Listening to PRADA talk about the proposed prison relocation is a lot like looking through a pinhole.
prison relocation image
Through the pinhole, you see the prison, in isolation, sitting on high-value Draper real estate. And that’s about it. No real discussion about the broader picture of criminal justice in our country, just that little pinhole.

Since PRADA 2.0 started meeting in June, various groups have been called to present to the board. This has the effect of slightly jostling the pinhole around – but not much. Move a bit to the right, and you’ll see a county jail where low-threat state inmates are occasionally incarcerated (and for which the county is paid, per inmate, by the state). Shift to the left, and maybe you’ll get a sense of what facility upgrades the current prison administration might like.

By the end of each meeting, however, key PRADA board members effectively yank everyone’s gaze squarely back to where they think it belongs: that parcel of land in Draper, which inconveniently houses nearly 4,000 prisoners.*

Hire a real estate appraiser! Draft an RFP! All eyes back to the pinhole!

PRADA’s pinhole approach glaringly ignores what everyone else is talking about:

Reducing prison populations, NOT building new prisons. 

By ignoring the present – where experts and officials are talking about how America can be doing criminal justice better and cheaper – PRADA is missing an exciting golden opportunity.

U.S. Attorney General Eric Holder recently issued a call for sentencing reform before the American Bar Association. “(T)here are too many people in jail for too long and for not necessarily good reasons,” said Holder, signaling his support for an end to mandatory minimum sentences, one of the Drug War’s most devastating legacies.

I guess you can forgive PRADA, with its conservative bent, for not listening too closely to President Obama’s right-hand man at DOJ.
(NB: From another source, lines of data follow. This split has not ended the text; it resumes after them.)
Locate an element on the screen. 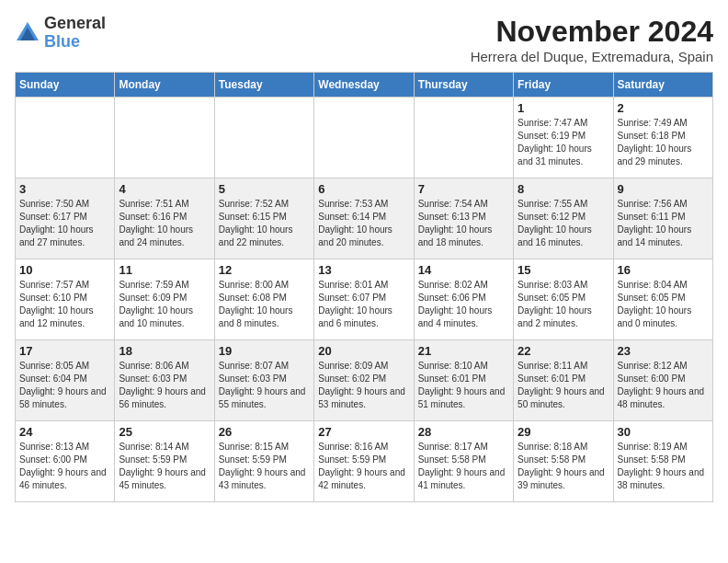 The height and width of the screenshot is (563, 728). day-info: Sunrise: 8:16 AM Sunset: 5:59 PM Dayligh… is located at coordinates (364, 466).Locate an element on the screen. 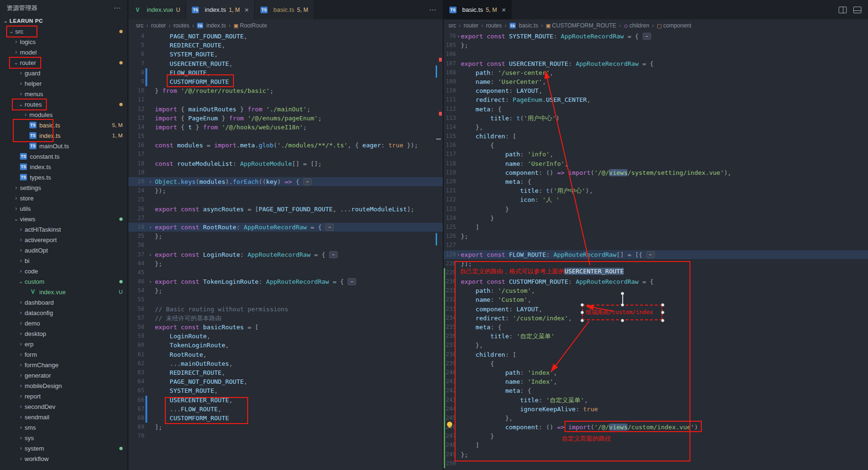 Image resolution: width=868 pixels, height=470 pixels. code-line-19: 19 is located at coordinates (286, 172).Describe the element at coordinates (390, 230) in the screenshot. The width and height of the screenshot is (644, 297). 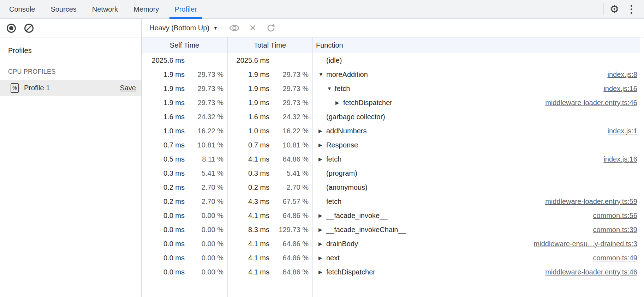
I see `table-row: 0.0 ms0.00 %8.3 ms129.73 %▶__facade_invo…` at that location.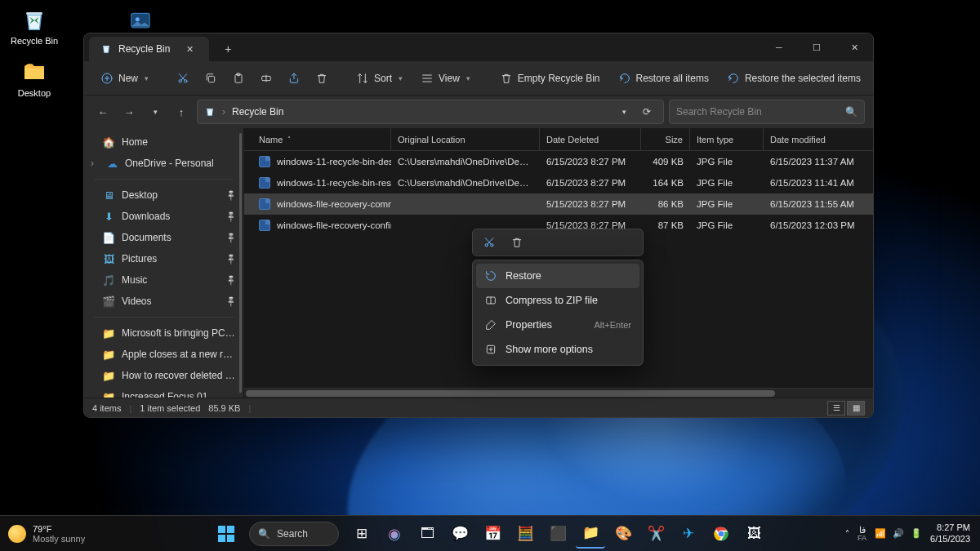 The height and width of the screenshot is (551, 980). I want to click on address-bar: › Recycle Bin ▾ ⟳, so click(430, 112).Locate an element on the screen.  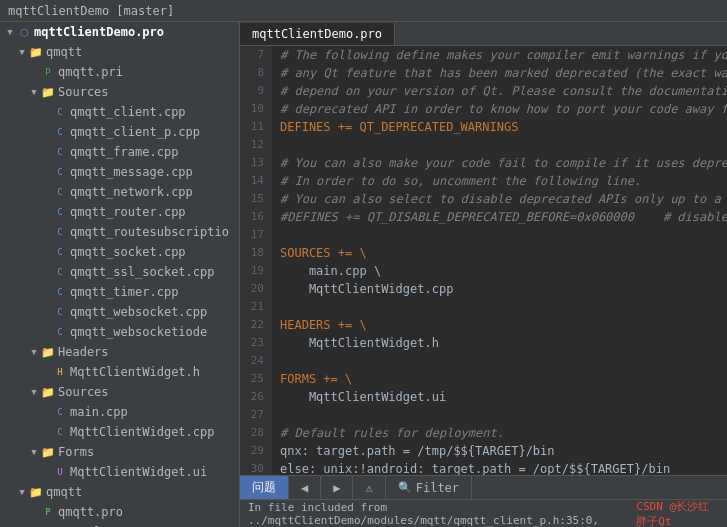
sidebar-item-qmqtt-websocket: Cqmqtt_websocket.cpp is located at coordinates (120, 312).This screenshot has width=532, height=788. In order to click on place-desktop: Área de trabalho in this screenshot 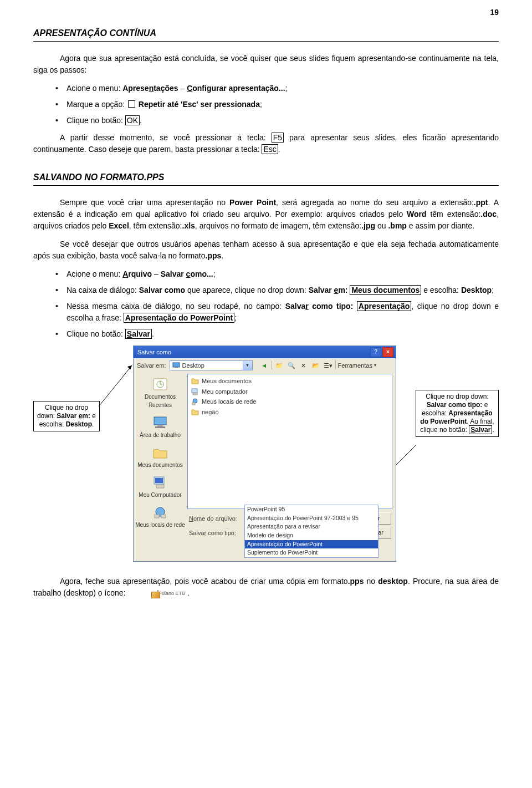, I will do `click(160, 428)`.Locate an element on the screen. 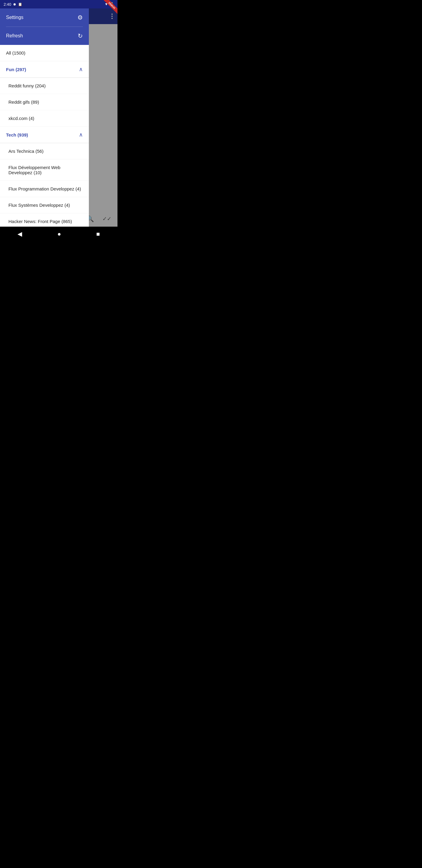  ars-technica-item: Ars Technica (56) is located at coordinates (44, 151).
But what about U.S. Rep. Jason Chaffetz? He recently told the Salt Lake Tribune, “There’s some really good work being dong by states we ought to learn from” to reduce the prison population. “It’s a financial imperative, it’s a moral imperative – it just makes a lot of sense.”

Chaffetz’s proposed reforms are based on innovations undertaken in Texas – yes, TEXAS! – that saved the state close to $2 billion in construction and operating costs. Legislators in Texas undertook the “Justice Reinvestment Process” after rejecting a plan to spend more than $500 million to build and operate new prison facilities. Sound familiar? This is the golden opportunity our public officials are missing.
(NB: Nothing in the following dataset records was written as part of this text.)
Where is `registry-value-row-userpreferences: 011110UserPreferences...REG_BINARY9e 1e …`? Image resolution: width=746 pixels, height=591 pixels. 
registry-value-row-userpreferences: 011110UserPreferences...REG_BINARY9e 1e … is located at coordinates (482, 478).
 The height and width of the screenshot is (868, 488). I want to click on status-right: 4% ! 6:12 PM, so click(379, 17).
And if Jason Chaffetz doesn’t have the conservative bona fides to sway PRADA, how about legitimate Tea Party crazy person U.S. Senator Mike Lee?

Sen. Lee recently co-sponsored with Sen. Richard Durbin (D-Illinois) the Smarter Sentencing Act of 2013, which seeks to reform sentencing by giving more discretion to judges and reducing some mandatory minimum sentences. His argument, like that of Sen. Rand Paul (R-Kentucky), is largely a fiscal one. We simply can’t afford it.

The chorus of voices calling not for new prisons, but for real criminal justice reform, includes plenty of strange bedfellows – including both the ACLU and Grover Norquist’s American’s for Tax Reform. Many states have answered the call.

New York has reduced its prison population by 17% since 2003. Arkansas adopted reforms like those in Texas, reducing its prisoners by 1,400. Kentucky is enacting reforms that, by keeping only the most dangerous criminals in prison, are expected to reduce the state’s prison population by 3,000 over ten years, saving $400 million.

And yet, PRADA is thinking about adding 134 prisoners, every year, to prison and jail beds statewide. Where is the PRADA we really need – the Prison Reform and De-population Authority?

Anna Brower is pursuing an MPA at the University of Utah. 

*An earlier version of this post had inaccurately listed the number of prisoners. The correct number is shown.